List of Figures and Tables
Notes on Contributors

Introduction
Leyla Dakhli and Klaus Wieland

Part 1:Fragmented Memories



1 The Lebanon War (1975–1990) between the Local and the Global. Civil War or “Glocal” War?
Dima de Clerck
2 Hushed Zones: the Fakhani Republic in Lebanese-Palestinian Historical Memory
Sune Haugbolle

Part 2: Material Traces – Archives, Documentaries, and Infrastructure



3 War in Boxes? Archiving in Today’s Lebanon
Leyla Dakhli
4 Between Medium and Mediality Screening Hope and Memory in Lebanon
Norman Saadi Nikro
5 Transiting Beirut’s Post-Civil War Cultural Memory
Claire Launchbury

Part 3: Remembrance Literature



6 Co-Producers of Countermemory: the Role of Literary Scholars in Constructing the Literary Memory of the Lebanese Civil War
Felix Lang
7 Will the Lebanese Civil War Ever Die? the Contemporary Realities in/of Anglophone Writings and the Visual Arts
Syrine Hout
8 Saying the War in Contemporary Lebanese Literary and Artistic Practices: a Few Examples
Nayla Tamraz
9 On a Vacuum and How to Fill it: Literature at the Bedside of Failed Institutions
Sandra Barrère
10 German Literature and the Lebanese Civil War.
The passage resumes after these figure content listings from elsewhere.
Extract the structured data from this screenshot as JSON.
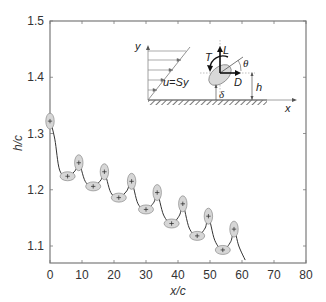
{
  "chart_data": {
    "type": "line",
    "title": "",
    "xlabel": "x/c",
    "ylabel": "h/c",
    "xlim": [
      0,
      80
    ],
    "ylim": [
      1.075,
      1.5
    ],
    "xticks": [
      0,
      10,
      20,
      30,
      40,
      50,
      60,
      70,
      80
    ],
    "xtick_labels": [
      "0",
      "10",
      "20",
      "30",
      "40",
      "50",
      "60",
      "70",
      "80"
    ],
    "yticks": [
      1.1,
      1.2,
      1.3,
      1.4,
      1.5
    ],
    "ytick_labels": [
      "1.1",
      "1.2",
      "1.3",
      "1.4",
      "1.5"
    ],
    "grid": false,
    "series": [
      {
        "name": "trajectory",
        "x": [
          0,
          1.5,
          3,
          5.5,
          8,
          9,
          11,
          13.5,
          16,
          17,
          19,
          21.5,
          24,
          25.5,
          27.5,
          30,
          32.5,
          33.5,
          35.5,
          38,
          40.5,
          41.5,
          43.5,
          46,
          48.5,
          49.5,
          51.5,
          54,
          56.5,
          57.5,
          59,
          61
        ],
        "y": [
          1.325,
          1.29,
          1.235,
          1.224,
          1.235,
          1.25,
          1.215,
          1.206,
          1.218,
          1.232,
          1.195,
          1.186,
          1.198,
          1.214,
          1.175,
          1.165,
          1.178,
          1.195,
          1.155,
          1.14,
          1.155,
          1.175,
          1.132,
          1.118,
          1.132,
          1.153,
          1.11,
          1.093,
          1.108,
          1.13,
          1.1,
          1.075
        ]
      }
    ],
    "markers": [
      {
        "x": 0,
        "y": 1.322,
        "orientation": "vertical"
      },
      {
        "x": 5.5,
        "y": 1.224,
        "orientation": "horizontal"
      },
      {
        "x": 9,
        "y": 1.248,
        "orientation": "vertical"
      },
      {
        "x": 13.5,
        "y": 1.206,
        "orientation": "horizontal"
      },
      {
        "x": 17,
        "y": 1.232,
        "orientation": "vertical"
      },
      {
        "x": 21.5,
        "y": 1.186,
        "orientation": "horizontal"
      },
      {
        "x": 25.5,
        "y": 1.215,
        "orientation": "vertical"
      },
      {
        "x": 30,
        "y": 1.165,
        "orientation": "horizontal"
      },
      {
        "x": 33.5,
        "y": 1.195,
        "orientation": "vertical"
      },
      {
        "x": 38,
        "y": 1.14,
        "orientation": "horizontal"
      },
      {
        "x": 41.5,
        "y": 1.175,
        "orientation": "vertical"
      },
      {
        "x": 46,
        "y": 1.118,
        "orientation": "horizontal"
      },
      {
        "x": 49.5,
        "y": 1.153,
        "orientation": "vertical"
      },
      {
        "x": 54,
        "y": 1.093,
        "orientation": "horizontal"
      },
      {
        "x": 57.5,
        "y": 1.13,
        "orientation": "vertical"
      }
    ],
    "inset": {
      "labels": [
        "y",
        "u=Sy",
        "L",
        "T",
        "θ",
        "D",
        "h",
        "δ",
        "x"
      ],
      "description": "Shear flow u=Sy over a wall with ellipse at height h, showing lift L, drag D, torque T, angle θ, gap δ"
    }
  },
  "axes": {
    "xlabel": "x/c",
    "ylabel": "h/c"
  },
  "inset": {
    "y_label": "y",
    "flow_label": "u=Sy",
    "lift_label": "L",
    "torque_label": "T",
    "theta_label": "θ",
    "drag_label": "D",
    "h_label": "h",
    "delta_label": "δ",
    "x_label": "x"
  },
  "colors": {
    "axis": "#7a7a7a",
    "line": "#333333",
    "ellipse_fill": "#d6d6d6",
    "ellipse_stroke": "#8a8a8a"
  }
}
Notes on Pierre Jarawan’s German-Lebanese Migration Novels
Klaus Wieland

Part 4: Outlook



11 Lebanon’s October Revolution ( al-thawra 17 tishrīn) and the Civil War. Memory, Protests, and Mobilization
Craig Larkin

Index
Scholars, students, libraries, non-profits, think tanks and institutes concerned with the history and memory of the Lebanese Civil War, memories studies, narratives of conflicts, and peace and conflict studies.